U.S. passenger airlines incurred pre-tax losses of $46 billion in 2020 and $35 billion in net losses, according to Airlines for America (A4A), the trade group representing U.S. commercial carriers. A4A noted that air cargo demand reached an all-time high in 3Q 2020.

The “A4A: Airline Industry Review & Outlook” concluded that air-travel demand remains severely depressed but could pick up meaningfully as vaccination rates increase and travel restrictions are loosened.

The report said airlines have taken on billions in debt as net interest expense doubled from 2019 to 2020 and will exceed $15 billing in 2021-2023.

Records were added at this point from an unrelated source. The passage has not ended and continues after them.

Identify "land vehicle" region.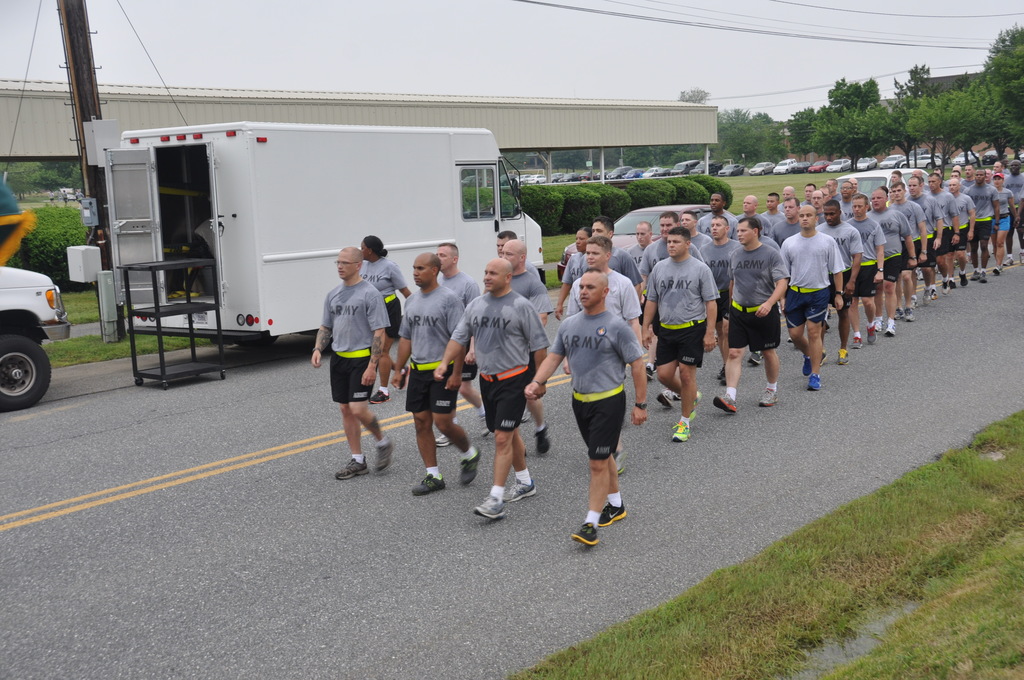
Region: x1=933 y1=150 x2=952 y2=164.
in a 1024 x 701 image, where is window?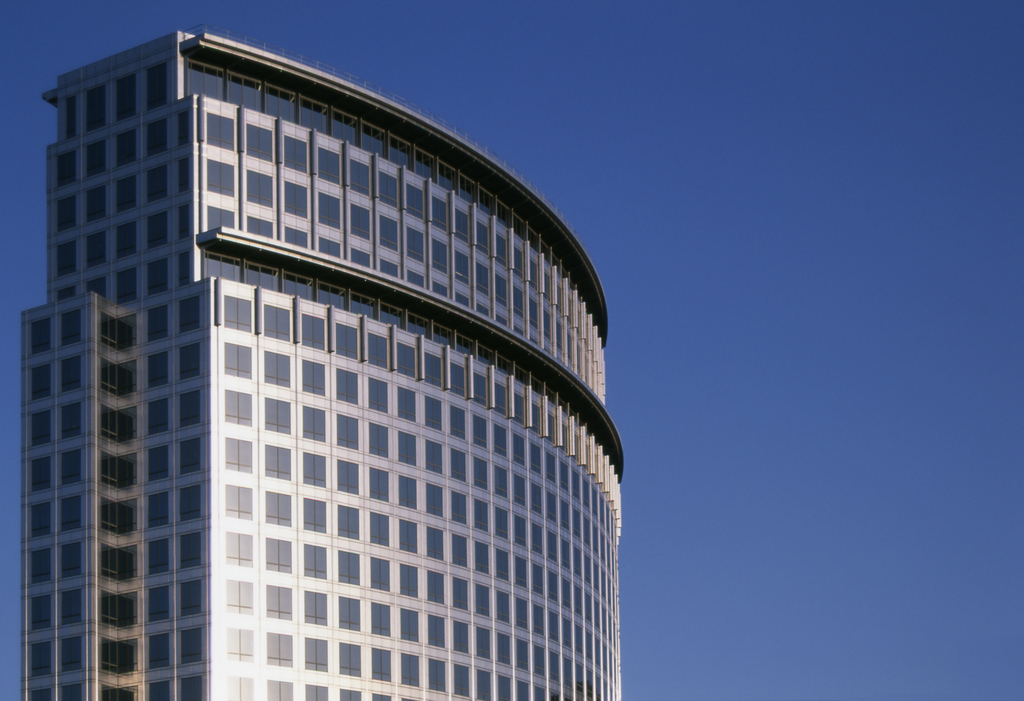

“As an industry, U.S. airline cash burn will continue through most of 2021,” the report said. “It will take years for airlines to retire the newly accumulated billions of dollars of debt. The sizable associated interest expense will limit their wherewithal to rehire and reinvest.”

The report also cited statistics from Airlines Reporting Corporation that corporate air travel continues to struggle, with recent months off 82.8 percent from 2019 levels, but that overall travel agency bookings have started a slow recovery and are now down 56.4 percent in recent months.

A4A said the industry was unlikely to return to 2019 passenger volumes before 2023-2024, adding the next few years are clouded by uncertainty. The optimistic outlook is that better-than-expected vaccine efficacy, accelerating rates of vaccination worldwide, fewer travel restrictions, better-than-expected economic outlook/stimulus and a business and personal travel resurgence could mean a faster commercial aviation recovery.

The A4A also suggested the possibility of a more bearish outlook, with vaccines failing to address new strains of COVID, low rates of vaccine deployment or acceptance, the maintenance of travel restrictions, and a faltering global economic recovery combining with a permanent change in how companies view the necessity of business travel to keep passenger volumes lower beyond 2023-2024.